Putin Faces Wrath of Submarine Relatives
Aug. 22, 2000 -- Beleaguered Russian President Vladimir Putin held a tense and emotional meeting today with wives and relatives of the 118 sailors who died in the submarine Kursk as Russia prepared for a day of mourning.
Putin traveled to the northern Russian naval base where the Kursk began its last mission for an unprecedented encounter with relatives, where they grilled him and vented their anger.
“When will we get them back, dead or alive? Answer as the president,” shouted one woman in the crowd, referring to the bodies of the sailors, shown on state-owned RTR television.
“I will answer as I know it myself,” said Putin, the rest of whose remarks were lost due to the bad quality of the tape.
Independent television NTV showed a somber-looking Putin sitting and talking with Irina Lyachin, the wife of Kursk commander Gennady Lyachin, who died with the rest of the crew after the nuclear-powered vessel sank on Aug. 12.
A reporter for RTR said the meeting had lasted three hours and described it as a “difficult discussion.” Putin had promised to talk for as long as people wanted him to, he added.
Putin met between 500 and 600 relatives and local residents. Interfax news agency quoted a source who was at the meeting as saying the Kremlin leader had expressed anger at the poor state of the navy’s rescue equipment.
“It is impossible to believe it is all over,” Interfax quoted Putin as saying. “The grief is immeasurable, no words can console. My heart is aching but yours much more so.”
‘Czar Putin’
The media also lashed out at Putin.
The English-language Moscow Times denounced “Czar Putin” for his perceived reluctance to accept international help.
“Did official reluctance to accept international help kill anybody?” the paper asked, noting that tapping was heard inside the sub as late as Wednesday, and that a British rescue sub could have been on the scene as early as Tuesday if help was requested immediately after the disaster.
On ABCNEWS’ Good Morning America, Admiral Einar Skorgen, head of the Norwegian rescue operation, criticized the Russian bureaucracy for delays.
“That has irritated me a little bit, that we have to accept to wait,” the Norwegian admiral said.
Criticism also came from Putin’s political opponents.
“Something is really fishy about this whole story. In my opinion, such a submarine couldn’t just sink in no time. I think they have a good reason to keep something hidden from the public,” said Sergey Ivanenkov, deputy leader of the opposition Yabloko Party.
“My view is that Putin doesn’t like people. Doesn’t feel the tragedy of the people. Doesn’t feel the soul of the people,” Boris Nemtsov, an opposition leader in the Russian parliament, told the British Broadcasting Corp.
Heroes on the Kursk
Russia’s ITAR-Tass news agency quoted an analyst for Jane’sFighting Ships, a respected publication on military equipment, as saying the crew acted heroically by shutting down the ship’s nuclear reactor — knowing that doing so could have shortened their lives.
The sailors would have had a chance to stay alive if the reactor had not been shut down, said Richard Sharpe, an editor at Jane’s who captained a British nuclear sub in the 1970s. However, the crewmen who survived the initial explosion on the submarine apparently sought to avoid any potential nuclear catastrophe.
While the submariners are being praised as heroes, Russia’s leaders are being lambasted by the media for their handling of the crisis.
“The reputation of the Russian leadership is lying on the bottom of the Barents Sea,” read a headline in the Vremya MN newspaper.
Finger of Blame
With the search for survivors on the sunken Russian sub called off, attention is now turning to how the tragedy happened — and if it could have been avoided.
But with conflicting reports on conditions inside the Kursk — and the cause of the accident still unknown — it may be some time before the disaster is fully understood.
“What if they had not lied to us?” asked the daily Izvestia. “What if they had not waited five days to invite the foreigners? What if we had our own equipment? Now it is too late.”
The submarine sank 354 feet in the Barents Sea after at least two explosions. Norwegian divers entered the ship on Monday and found it flooded.
Seeking Help With Recovery
Russia has asked for Norwegian help in bringing the sailors’ bodies to the surface. Norway said it was considering the request, but any operation to recover the corpses from the submarine could take weeks.
RTR, reporting from a cruiser at the site of the disaster, said a body had been found in one of the final sections of the submarine and that rescuers were trying to release it with the help of a remote-controlled robot arm.
Norway has offered to send a camera into the crippled vessel to film the wreck for details that might help future efforts to bring up the bodies or salvage the vessel.
A salvage operation will also have to address the threat of radiation from the Kursk’s nuclear reactors (see related story).
Russian officials have said the most likely cause of the accident was an initial explosion, either from inside the vessel or caused by a collision, which wrecked the front of the sub and sent it to the seabed at high speed. The impact led to a detonation of the Kursk’s torpedoes, a much bigger blast.
The Associated Press and Reuters contributed to this report.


● Assigned task
With the pictures removed, set down all of the entries below exactly.

Top of Dataset records

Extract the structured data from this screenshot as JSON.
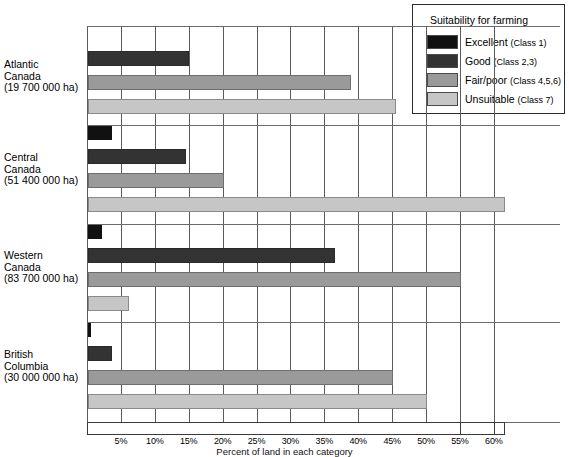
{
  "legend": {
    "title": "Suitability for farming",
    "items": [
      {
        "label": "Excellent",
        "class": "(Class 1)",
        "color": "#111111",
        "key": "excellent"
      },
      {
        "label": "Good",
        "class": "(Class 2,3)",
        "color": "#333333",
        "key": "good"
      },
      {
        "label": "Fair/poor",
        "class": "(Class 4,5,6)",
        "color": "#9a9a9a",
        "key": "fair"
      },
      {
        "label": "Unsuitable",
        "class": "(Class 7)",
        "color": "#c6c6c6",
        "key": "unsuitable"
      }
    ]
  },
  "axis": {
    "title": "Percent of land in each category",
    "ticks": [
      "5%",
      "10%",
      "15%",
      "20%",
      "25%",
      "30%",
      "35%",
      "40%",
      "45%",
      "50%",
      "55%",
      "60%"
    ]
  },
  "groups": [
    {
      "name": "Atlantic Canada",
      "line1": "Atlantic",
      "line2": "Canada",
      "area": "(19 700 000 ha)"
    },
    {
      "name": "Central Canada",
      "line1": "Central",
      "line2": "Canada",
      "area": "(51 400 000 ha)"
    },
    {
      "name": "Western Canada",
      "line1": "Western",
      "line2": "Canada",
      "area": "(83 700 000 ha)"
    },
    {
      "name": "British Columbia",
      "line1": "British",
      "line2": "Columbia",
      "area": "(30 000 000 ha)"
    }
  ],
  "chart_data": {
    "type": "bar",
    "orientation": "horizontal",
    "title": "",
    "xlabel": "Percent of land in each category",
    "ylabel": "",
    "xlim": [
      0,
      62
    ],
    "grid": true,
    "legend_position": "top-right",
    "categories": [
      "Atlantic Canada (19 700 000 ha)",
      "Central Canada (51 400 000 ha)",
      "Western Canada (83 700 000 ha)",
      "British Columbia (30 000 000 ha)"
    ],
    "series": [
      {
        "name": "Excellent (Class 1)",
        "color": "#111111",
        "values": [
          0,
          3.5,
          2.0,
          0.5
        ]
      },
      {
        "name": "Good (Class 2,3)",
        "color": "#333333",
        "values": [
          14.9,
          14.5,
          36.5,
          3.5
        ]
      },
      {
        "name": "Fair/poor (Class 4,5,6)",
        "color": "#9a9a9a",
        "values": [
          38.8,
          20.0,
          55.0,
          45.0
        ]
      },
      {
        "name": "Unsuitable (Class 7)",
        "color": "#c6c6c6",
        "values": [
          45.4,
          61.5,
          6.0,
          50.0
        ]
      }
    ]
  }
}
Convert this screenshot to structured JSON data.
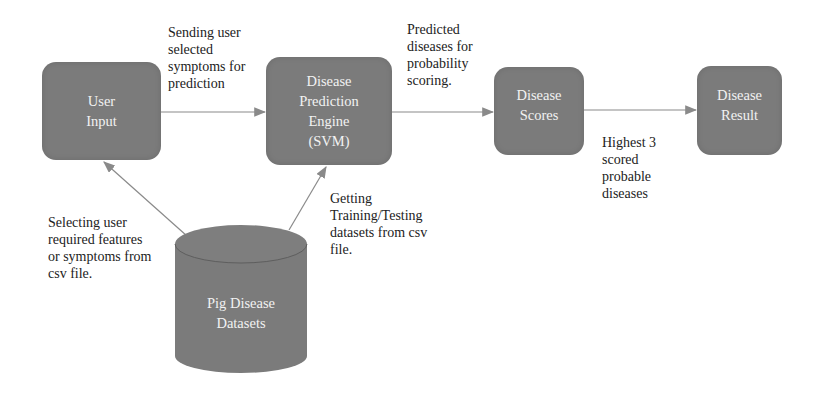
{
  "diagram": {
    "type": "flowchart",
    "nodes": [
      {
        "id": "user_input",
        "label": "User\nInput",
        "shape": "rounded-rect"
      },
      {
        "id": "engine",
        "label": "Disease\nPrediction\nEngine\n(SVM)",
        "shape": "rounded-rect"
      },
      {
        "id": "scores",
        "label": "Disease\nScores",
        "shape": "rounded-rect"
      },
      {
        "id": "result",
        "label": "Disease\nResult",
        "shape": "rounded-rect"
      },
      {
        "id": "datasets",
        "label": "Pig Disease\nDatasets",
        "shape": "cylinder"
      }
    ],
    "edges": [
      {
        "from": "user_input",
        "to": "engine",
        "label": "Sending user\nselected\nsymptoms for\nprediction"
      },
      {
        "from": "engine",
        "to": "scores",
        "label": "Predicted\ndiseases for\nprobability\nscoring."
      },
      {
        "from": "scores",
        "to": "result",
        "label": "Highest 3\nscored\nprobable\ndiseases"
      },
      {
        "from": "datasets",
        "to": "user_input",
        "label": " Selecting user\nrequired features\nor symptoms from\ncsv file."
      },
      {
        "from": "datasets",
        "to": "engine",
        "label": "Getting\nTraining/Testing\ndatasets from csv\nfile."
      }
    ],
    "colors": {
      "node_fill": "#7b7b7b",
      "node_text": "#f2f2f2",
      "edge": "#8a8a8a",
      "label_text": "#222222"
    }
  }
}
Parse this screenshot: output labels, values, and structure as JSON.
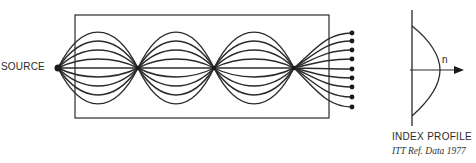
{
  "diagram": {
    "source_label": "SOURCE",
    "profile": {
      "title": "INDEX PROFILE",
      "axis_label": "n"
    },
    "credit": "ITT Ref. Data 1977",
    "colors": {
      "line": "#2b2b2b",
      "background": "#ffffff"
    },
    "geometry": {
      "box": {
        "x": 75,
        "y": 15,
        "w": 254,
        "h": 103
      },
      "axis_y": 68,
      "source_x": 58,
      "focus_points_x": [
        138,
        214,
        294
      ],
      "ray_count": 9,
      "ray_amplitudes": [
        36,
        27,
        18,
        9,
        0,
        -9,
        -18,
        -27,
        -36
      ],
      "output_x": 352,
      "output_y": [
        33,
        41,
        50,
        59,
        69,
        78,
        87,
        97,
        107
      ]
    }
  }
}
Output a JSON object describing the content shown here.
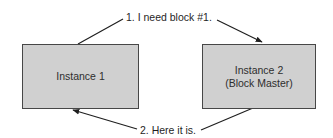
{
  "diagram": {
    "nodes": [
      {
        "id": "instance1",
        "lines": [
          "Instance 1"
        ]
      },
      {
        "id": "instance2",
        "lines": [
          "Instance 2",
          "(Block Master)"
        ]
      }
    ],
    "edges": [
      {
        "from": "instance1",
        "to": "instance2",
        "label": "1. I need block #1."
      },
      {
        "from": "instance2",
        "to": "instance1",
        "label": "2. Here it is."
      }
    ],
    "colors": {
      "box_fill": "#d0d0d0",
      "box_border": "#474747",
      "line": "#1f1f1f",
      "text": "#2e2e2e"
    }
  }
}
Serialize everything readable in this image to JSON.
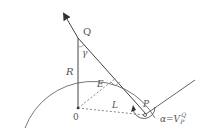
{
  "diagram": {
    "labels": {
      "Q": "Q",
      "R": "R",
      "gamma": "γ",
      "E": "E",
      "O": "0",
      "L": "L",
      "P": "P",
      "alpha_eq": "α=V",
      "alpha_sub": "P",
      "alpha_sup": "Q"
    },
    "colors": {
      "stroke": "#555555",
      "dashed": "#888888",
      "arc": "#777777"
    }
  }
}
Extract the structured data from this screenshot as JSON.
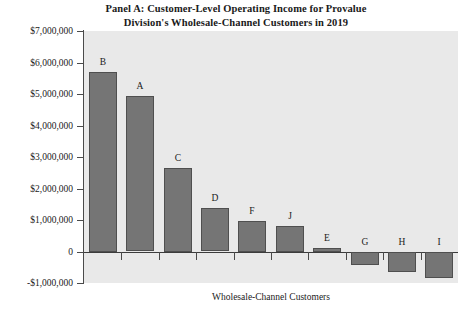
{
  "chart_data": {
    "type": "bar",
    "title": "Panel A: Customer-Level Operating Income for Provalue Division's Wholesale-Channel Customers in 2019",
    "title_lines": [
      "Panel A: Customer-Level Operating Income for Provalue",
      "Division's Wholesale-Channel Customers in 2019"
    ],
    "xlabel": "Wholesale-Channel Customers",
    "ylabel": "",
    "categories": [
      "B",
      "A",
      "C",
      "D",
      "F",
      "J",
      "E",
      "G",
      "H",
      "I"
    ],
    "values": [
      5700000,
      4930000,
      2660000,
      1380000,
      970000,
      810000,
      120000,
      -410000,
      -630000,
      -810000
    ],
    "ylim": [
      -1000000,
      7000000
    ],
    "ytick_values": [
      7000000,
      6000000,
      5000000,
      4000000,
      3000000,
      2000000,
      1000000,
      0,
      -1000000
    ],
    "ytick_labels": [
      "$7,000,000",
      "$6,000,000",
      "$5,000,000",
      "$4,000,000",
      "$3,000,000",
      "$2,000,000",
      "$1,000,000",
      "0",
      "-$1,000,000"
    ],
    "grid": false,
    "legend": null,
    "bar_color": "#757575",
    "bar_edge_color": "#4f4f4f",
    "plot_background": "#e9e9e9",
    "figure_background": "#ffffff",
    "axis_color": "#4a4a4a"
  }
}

Bottom of Dataset records

● Written response
Extract the structured data from this screenshot as JSON.
{
  "legend": {
    "title": "Suitability for farming",
    "items": [
      {
        "label": "Excellent",
        "class": "(Class 1)",
        "color": "#111111",
        "key": "excellent"
      },
      {
        "label": "Good",
        "class": "(Class 2,3)",
        "color": "#333333",
        "key": "good"
      },
      {
        "label": "Fair/poor",
        "class": "(Class 4,5,6)",
        "color": "#9a9a9a",
        "key": "fair"
      },
      {
        "label": "Unsuitable",
        "class": "(Class 7)",
        "color": "#c6c6c6",
        "key": "unsuitable"
      }
    ]
  },
  "axis": {
    "title": "Percent of land in each category",
    "ticks": [
      "5%",
      "10%",
      "15%",
      "20%",
      "25%",
      "30%",
      "35%",
      "40%",
      "45%",
      "50%",
      "55%",
      "60%"
    ]
  },
  "groups": [
    {
      "name": "Atlantic Canada",
      "line1": "Atlantic",
      "line2": "Canada",
      "area": "(19 700 000 ha)"
    },
    {
      "name": "Central Canada",
      "line1": "Central",
      "line2": "Canada",
      "area": "(51 400 000 ha)"
    },
    {
      "name": "Western Canada",
      "line1": "Western",
      "line2": "Canada",
      "area": "(83 700 000 ha)"
    },
    {
      "name": "British Columbia",
      "line1": "British",
      "line2": "Columbia",
      "area": "(30 000 000 ha)"
    }
  ],
  "chart_data": {
    "type": "bar",
    "orientation": "horizontal",
    "title": "",
    "xlabel": "Percent of land in each category",
    "ylabel": "",
    "xlim": [
      0,
      62
    ],
    "grid": true,
    "legend_position": "top-right",
    "categories": [
      "Atlantic Canada (19 700 000 ha)",
      "Central Canada (51 400 000 ha)",
      "Western Canada (83 700 000 ha)",
      "British Columbia (30 000 000 ha)"
    ],
    "series": [
      {
        "name": "Excellent (Class 1)",
        "color": "#111111",
        "values": [
          0,
          3.5,
          2.0,
          0.5
        ]
      },
      {
        "name": "Good (Class 2,3)",
        "color": "#333333",
        "values": [
          14.9,
          14.5,
          36.5,
          3.5
        ]
      },
      {
        "name": "Fair/poor (Class 4,5,6)",
        "color": "#9a9a9a",
        "values": [
          38.8,
          20.0,
          55.0,
          45.0
        ]
      },
      {
        "name": "Unsuitable (Class 7)",
        "color": "#c6c6c6",
        "values": [
          45.4,
          61.5,
          6.0,
          50.0
        ]
      }
    ]
  }
}
Convert this screenshot to structured JSON data.
{
  "diagram": {
    "type": "flowchart",
    "nodes": [
      {
        "id": "user_input",
        "label": "User\nInput",
        "shape": "rounded-rect"
      },
      {
        "id": "engine",
        "label": "Disease\nPrediction\nEngine\n(SVM)",
        "shape": "rounded-rect"
      },
      {
        "id": "scores",
        "label": "Disease\nScores",
        "shape": "rounded-rect"
      },
      {
        "id": "result",
        "label": "Disease\nResult",
        "shape": "rounded-rect"
      },
      {
        "id": "datasets",
        "label": "Pig Disease\nDatasets",
        "shape": "cylinder"
      }
    ],
    "edges": [
      {
        "from": "user_input",
        "to": "engine",
        "label": "Sending user\nselected\nsymptoms for\nprediction"
      },
      {
        "from": "engine",
        "to": "scores",
        "label": "Predicted\ndiseases for\nprobability\nscoring."
      },
      {
        "from": "scores",
        "to": "result",
        "label": "Highest 3\nscored\nprobable\ndiseases"
      },
      {
        "from": "datasets",
        "to": "user_input",
        "label": " Selecting user\nrequired features\nor symptoms from\ncsv file."
      },
      {
        "from": "datasets",
        "to": "engine",
        "label": "Getting\nTraining/Testing\ndatasets from csv\nfile."
      }
    ],
    "colors": {
      "node_fill": "#7b7b7b",
      "node_text": "#f2f2f2",
      "edge": "#8a8a8a",
      "label_text": "#222222"
    }
  }
}
Parse this screenshot: output labels, values, and structure as JSON.
{
  "diagram": {
    "source_label": "SOURCE",
    "profile": {
      "title": "INDEX PROFILE",
      "axis_label": "n"
    },
    "credit": "ITT Ref. Data 1977",
    "colors": {
      "line": "#2b2b2b",
      "background": "#ffffff"
    },
    "geometry": {
      "box": {
        "x": 75,
        "y": 15,
        "w": 254,
        "h": 103
      },
      "axis_y": 68,
      "source_x": 58,
      "focus_points_x": [
        138,
        214,
        294
      ],
      "ray_count": 9,
      "ray_amplitudes": [
        36,
        27,
        18,
        9,
        0,
        -9,
        -18,
        -27,
        -36
      ],
      "output_x": 352,
      "output_y": [
        33,
        41,
        50,
        59,
        69,
        78,
        87,
        97,
        107
      ]
    }
  }
}
Output a JSON object describing the content shown here.
{
  "diagram": {
    "nodes": [
      {
        "id": "instance1",
        "lines": [
          "Instance 1"
        ]
      },
      {
        "id": "instance2",
        "lines": [
          "Instance 2",
          "(Block Master)"
        ]
      }
    ],
    "edges": [
      {
        "from": "instance1",
        "to": "instance2",
        "label": "1. I need block #1."
      },
      {
        "from": "instance2",
        "to": "instance1",
        "label": "2. Here it is."
      }
    ],
    "colors": {
      "box_fill": "#d0d0d0",
      "box_border": "#474747",
      "line": "#1f1f1f",
      "text": "#2e2e2e"
    }
  }
}
Serialize everything readable in this image to JSON.
{
  "diagram": {
    "labels": {
      "Q": "Q",
      "R": "R",
      "gamma": "γ",
      "E": "E",
      "O": "0",
      "L": "L",
      "P": "P",
      "alpha_eq": "α=V",
      "alpha_sub": "P",
      "alpha_sup": "Q"
    },
    "colors": {
      "stroke": "#555555",
      "dashed": "#888888",
      "arc": "#777777"
    }
  }
}
Extract the structured data from this screenshot as JSON.
{
  "chart_data": {
    "type": "bar",
    "title": "Panel A: Customer-Level Operating Income for Provalue Division's Wholesale-Channel Customers in 2019",
    "title_lines": [
      "Panel A: Customer-Level Operating Income for Provalue",
      "Division's Wholesale-Channel Customers in 2019"
    ],
    "xlabel": "Wholesale-Channel Customers",
    "ylabel": "",
    "categories": [
      "B",
      "A",
      "C",
      "D",
      "F",
      "J",
      "E",
      "G",
      "H",
      "I"
    ],
    "values": [
      5700000,
      4930000,
      2660000,
      1380000,
      970000,
      810000,
      120000,
      -410000,
      -630000,
      -810000
    ],
    "ylim": [
      -1000000,
      7000000
    ],
    "ytick_values": [
      7000000,
      6000000,
      5000000,
      4000000,
      3000000,
      2000000,
      1000000,
      0,
      -1000000
    ],
    "ytick_labels": [
      "$7,000,000",
      "$6,000,000",
      "$5,000,000",
      "$4,000,000",
      "$3,000,000",
      "$2,000,000",
      "$1,000,000",
      "0",
      "-$1,000,000"
    ],
    "grid": false,
    "legend": null,
    "bar_color": "#757575",
    "bar_edge_color": "#4f4f4f",
    "plot_background": "#e9e9e9",
    "figure_background": "#ffffff",
    "axis_color": "#4a4a4a"
  }
}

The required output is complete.